The only hiccup was that, at the time, VictoriaMetrics didn’t support GraphiteQL, the query language we use to build dashboards. This was only a minor obstacle. The beauty of open-source software is that we can engineer our own solution. We leveraged another open-source project, carbonapi, so that we could continue using GraphiteQL alongside VictoriaMetrics. Although carbonapi wasn’t immediately viable, we were very happy to give back to the open-source community by iterating on the project. We fixed several bugs and used debugging techniques like profiling and bottleneck analysis with flame graphs to further optimize performance.
As a testament to VictoriaMetrics’ commitment to serving their customers, they later added native GraphiteQL support per our initial request. Now, anyone who uses VictoriaMetrics can use this feature, too.
A seamless migration with big results
With everything ready to go, we set a deadline for the migration and gave the whole company a two-week heads-up. It’s always at least a bit nerve-racking to do these major infrastructure migrations, but this was honestly one of the smoothest transitions in Grammarly’s history.
We managed to decouple the migrations of how we wrote and read the data.
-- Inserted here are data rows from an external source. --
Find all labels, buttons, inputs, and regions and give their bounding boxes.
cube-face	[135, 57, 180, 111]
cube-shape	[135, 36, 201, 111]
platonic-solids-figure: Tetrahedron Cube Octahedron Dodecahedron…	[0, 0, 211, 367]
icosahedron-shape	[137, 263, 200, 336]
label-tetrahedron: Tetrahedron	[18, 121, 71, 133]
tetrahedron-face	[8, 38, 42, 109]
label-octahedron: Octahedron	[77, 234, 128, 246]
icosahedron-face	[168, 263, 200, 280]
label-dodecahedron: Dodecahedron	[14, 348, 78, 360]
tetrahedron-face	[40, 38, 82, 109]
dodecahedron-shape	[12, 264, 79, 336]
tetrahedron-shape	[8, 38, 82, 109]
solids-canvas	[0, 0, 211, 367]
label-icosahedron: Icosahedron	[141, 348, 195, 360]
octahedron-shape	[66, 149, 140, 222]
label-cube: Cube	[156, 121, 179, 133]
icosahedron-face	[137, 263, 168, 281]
We started writing data simultaneously into both the older clusters and the new one, until we were ready to completely remove the old infrastructure. Similarly, we migrated the appropriate dashboards for reading the data and sunsetted the obsolete ones. We stuck to our schedule without issue—the new infrastructure went live on the same day as the deadline we gave the whole company, and we turned off the old systems the next day after confirming our data’s integrity.
Then, with the main migration done, we were in a position to rethink how we store our data. VictoriaMetrics made it easy to adopt the OpenMetrics protocol, the industry standard. Today, over 95 percent of Grammarly’s data points are in OpenMetrics, which has built-in support for labels as first-class entities, unlike Graphite, which emphasizes a hierarchical format.
Overall, the migration has been a resounding success because of the cost savings, the huge performance improvements, and the enhanced developer experience with our new system. Since OpenMetrics is so widely used, it also makes it easier for new team members to immediately make a difference when they join. There’s so much impact left to be made, as we have future plans to introduce budgeting for metrics per service and eliminate possible cardinality explosions, among other projects. If that sounds exciting to you, consider checking out open roles at Grammarly today.